Résumés
Abstract
In recent years, a number of philosophers have argued that much theorizing about the value of equality, and about justice more generally, has focused unduly on distributive issues and neglected the importance of egalitarian social relationships. As a result, relational egalitarian views, according to which the value of egalitarian social relations provides the grounds of the commitment that we ought to have to equality, have gained prominence as alternatives to more fundamentally distributive accounts of the basis of egalitarianism, and of justice-based entitlements.
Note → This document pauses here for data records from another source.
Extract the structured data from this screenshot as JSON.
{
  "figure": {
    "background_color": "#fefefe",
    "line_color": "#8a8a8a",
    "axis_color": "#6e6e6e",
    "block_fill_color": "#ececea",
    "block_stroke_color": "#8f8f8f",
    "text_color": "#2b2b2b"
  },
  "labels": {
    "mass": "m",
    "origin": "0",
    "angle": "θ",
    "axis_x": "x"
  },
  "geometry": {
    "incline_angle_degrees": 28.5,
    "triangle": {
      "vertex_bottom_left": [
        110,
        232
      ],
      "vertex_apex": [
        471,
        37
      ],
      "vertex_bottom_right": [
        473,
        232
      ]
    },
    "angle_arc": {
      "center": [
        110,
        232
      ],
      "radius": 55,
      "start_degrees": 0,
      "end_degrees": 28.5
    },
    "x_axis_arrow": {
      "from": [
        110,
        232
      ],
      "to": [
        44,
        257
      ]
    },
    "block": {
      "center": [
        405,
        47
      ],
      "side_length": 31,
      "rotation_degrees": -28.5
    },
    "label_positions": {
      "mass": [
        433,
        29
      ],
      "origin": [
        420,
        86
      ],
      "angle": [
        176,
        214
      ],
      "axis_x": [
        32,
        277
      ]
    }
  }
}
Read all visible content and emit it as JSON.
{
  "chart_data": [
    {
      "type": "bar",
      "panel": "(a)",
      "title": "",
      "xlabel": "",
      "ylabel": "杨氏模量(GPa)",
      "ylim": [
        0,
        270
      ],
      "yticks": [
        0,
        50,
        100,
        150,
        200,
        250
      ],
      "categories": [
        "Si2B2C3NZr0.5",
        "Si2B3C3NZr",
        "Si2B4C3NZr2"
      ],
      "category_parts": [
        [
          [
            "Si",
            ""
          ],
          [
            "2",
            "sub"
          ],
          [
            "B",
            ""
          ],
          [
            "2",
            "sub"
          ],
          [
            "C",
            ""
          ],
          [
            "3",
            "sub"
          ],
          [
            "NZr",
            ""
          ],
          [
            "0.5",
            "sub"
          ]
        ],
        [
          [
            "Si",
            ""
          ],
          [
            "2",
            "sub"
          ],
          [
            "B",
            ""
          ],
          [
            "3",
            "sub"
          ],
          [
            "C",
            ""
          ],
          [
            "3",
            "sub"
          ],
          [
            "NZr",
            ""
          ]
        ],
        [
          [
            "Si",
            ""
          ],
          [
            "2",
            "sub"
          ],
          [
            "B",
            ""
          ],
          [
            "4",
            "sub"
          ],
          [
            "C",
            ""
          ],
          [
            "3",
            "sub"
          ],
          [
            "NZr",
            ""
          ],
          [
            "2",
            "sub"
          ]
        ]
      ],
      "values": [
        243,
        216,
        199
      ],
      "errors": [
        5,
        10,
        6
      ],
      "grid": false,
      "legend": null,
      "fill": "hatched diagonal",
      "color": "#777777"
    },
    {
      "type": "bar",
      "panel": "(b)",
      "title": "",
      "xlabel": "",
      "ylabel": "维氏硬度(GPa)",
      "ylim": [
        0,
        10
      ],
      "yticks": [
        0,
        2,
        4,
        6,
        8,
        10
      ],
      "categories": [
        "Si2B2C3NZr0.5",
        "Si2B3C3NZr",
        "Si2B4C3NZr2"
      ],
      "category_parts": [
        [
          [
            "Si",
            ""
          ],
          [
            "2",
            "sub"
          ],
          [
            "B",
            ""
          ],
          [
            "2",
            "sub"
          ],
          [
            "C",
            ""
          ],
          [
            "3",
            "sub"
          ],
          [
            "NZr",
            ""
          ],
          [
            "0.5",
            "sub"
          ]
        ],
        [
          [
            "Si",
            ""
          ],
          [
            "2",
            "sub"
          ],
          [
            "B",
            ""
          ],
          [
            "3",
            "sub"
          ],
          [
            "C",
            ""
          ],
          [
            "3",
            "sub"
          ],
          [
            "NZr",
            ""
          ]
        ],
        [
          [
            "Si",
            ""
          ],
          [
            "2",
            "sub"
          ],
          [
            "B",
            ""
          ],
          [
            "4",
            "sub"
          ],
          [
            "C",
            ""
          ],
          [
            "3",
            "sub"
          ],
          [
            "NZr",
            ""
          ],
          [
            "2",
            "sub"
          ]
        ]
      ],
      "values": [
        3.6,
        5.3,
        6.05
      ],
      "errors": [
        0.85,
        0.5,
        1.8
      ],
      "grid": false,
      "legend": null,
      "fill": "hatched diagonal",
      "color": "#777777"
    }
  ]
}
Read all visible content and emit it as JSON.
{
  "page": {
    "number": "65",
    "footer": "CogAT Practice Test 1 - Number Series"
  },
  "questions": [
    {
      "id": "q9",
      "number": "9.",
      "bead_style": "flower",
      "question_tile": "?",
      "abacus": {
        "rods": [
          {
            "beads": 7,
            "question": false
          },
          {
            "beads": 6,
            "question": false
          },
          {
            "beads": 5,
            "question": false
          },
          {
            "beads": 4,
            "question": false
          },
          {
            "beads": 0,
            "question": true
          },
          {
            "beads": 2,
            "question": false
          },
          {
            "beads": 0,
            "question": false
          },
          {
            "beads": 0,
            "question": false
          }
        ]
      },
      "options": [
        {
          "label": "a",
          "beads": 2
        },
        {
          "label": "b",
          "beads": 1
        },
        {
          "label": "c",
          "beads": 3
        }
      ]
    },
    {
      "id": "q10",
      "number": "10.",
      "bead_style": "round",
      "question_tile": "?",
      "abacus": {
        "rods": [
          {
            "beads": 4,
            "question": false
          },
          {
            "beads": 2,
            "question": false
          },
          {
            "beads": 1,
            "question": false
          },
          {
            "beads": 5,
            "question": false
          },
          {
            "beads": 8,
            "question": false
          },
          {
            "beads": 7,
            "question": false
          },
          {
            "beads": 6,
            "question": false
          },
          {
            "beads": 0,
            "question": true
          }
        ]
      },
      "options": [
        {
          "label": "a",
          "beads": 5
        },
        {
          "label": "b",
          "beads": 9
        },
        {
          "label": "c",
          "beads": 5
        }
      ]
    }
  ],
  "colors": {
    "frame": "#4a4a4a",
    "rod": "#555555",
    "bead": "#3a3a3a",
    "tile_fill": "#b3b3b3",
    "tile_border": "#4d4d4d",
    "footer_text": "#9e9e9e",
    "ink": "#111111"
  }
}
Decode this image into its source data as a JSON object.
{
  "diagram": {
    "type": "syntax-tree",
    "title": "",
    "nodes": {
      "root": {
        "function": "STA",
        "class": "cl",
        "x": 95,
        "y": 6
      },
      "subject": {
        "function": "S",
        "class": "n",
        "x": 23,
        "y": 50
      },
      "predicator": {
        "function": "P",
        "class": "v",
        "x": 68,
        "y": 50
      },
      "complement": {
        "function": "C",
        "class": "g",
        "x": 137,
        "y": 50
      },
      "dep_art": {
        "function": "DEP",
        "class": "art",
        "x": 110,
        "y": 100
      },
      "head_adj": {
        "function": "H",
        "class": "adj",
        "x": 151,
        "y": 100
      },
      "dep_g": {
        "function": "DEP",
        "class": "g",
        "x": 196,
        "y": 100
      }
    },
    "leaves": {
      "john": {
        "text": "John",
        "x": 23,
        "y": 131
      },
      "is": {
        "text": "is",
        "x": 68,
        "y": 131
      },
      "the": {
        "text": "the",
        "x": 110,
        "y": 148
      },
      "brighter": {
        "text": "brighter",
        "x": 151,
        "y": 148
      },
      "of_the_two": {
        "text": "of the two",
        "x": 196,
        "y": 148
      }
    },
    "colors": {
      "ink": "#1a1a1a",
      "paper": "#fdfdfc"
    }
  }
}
In this paper, I will suggest that reflecting on the kind of explanation of a certain class of our justice-based entitlements that relational egalitarian considerations can offer raises doubts about the project, endorsed by at least some relational egalitarians, of attempting to ground all entitlements of justice in the value of egalitarian social relationships. I will use the entitlement to healthcare provision as my central example. The central claim that I will defend is that even if relational egalitarian accounts can avoid implausible implications regarding the extension of justice-based entitlements to health care, it is more difficult to see how they can avoid what seem to me to be implausible explanations of why individuals have the justice-based entitlements that they do. To the extent that I am correct that relational egalitarian views are committed to offering implausible explanations of the grounds of justice-based entitlements to healthcare, this seems to me to provide at least some support for a more fundamentally distributive approach to thinking about justice in healthcare provision.
Résumé
Au cours des dernières années, certains philosophes ont avancé qu’une grande part de la théorisation sur la valeur de l’égalité, et la justice de façon plus générale, s’est concentrée de manière excessive sur des enjeux distributifs et a, par là même, négligé l’importance des relations sociales égalitaires. Par conséquent, les approches relationnelles de l’égalité, selon lesquelles la valeur des relations sociales égalitaires constitue le socle de l’engagement qui doit être pris envers l’égalité, ont pris du terrain en tant qu’alternatives à des explications plus fondamentalement distributives de la base de l’égalitarisme et de l’admissibilité fondée sur la justice. Dans cet article, je propose qu’en réfléchissant au type d’explication d’une certaine catégorie de droits fondés sur la justice que peuvent offrir des considérations liées à l’égalitarisme relationnel, on peut remettre en doute le projet, auquel souscrivent certains partisans de l’égalitarisme relationnel, de baser tous les droits fondés en justice sur la valeur des relations sociales égalitaires. Comme exemple principal, je prendrai le droit à l’accès aux soins de santé. Je défendrai l’argument central suivant : même si les explications relationnelles de l’égalitarisme peuvent éviter des implications peu plausibles quant à l’extension de droits fondés sur la justice aux soins de santé, elles peuvent toutefois plus difficilement éviter ce qui me semble être des explications invraisemblables des raisons pour lesquelles les individus possèderaient de tels droits. S’il est bien vrai que les conceptions de l’égalitarisme relationnel sont contraintes à offrir des explications invraisemblables du fondement en justice des droits aux soins de santé, il me semble que cela offre au moins un certain soutien à une approche plus fondamentalement distributive pour penser les enjeux de justice dans l’accès aux soins de santé.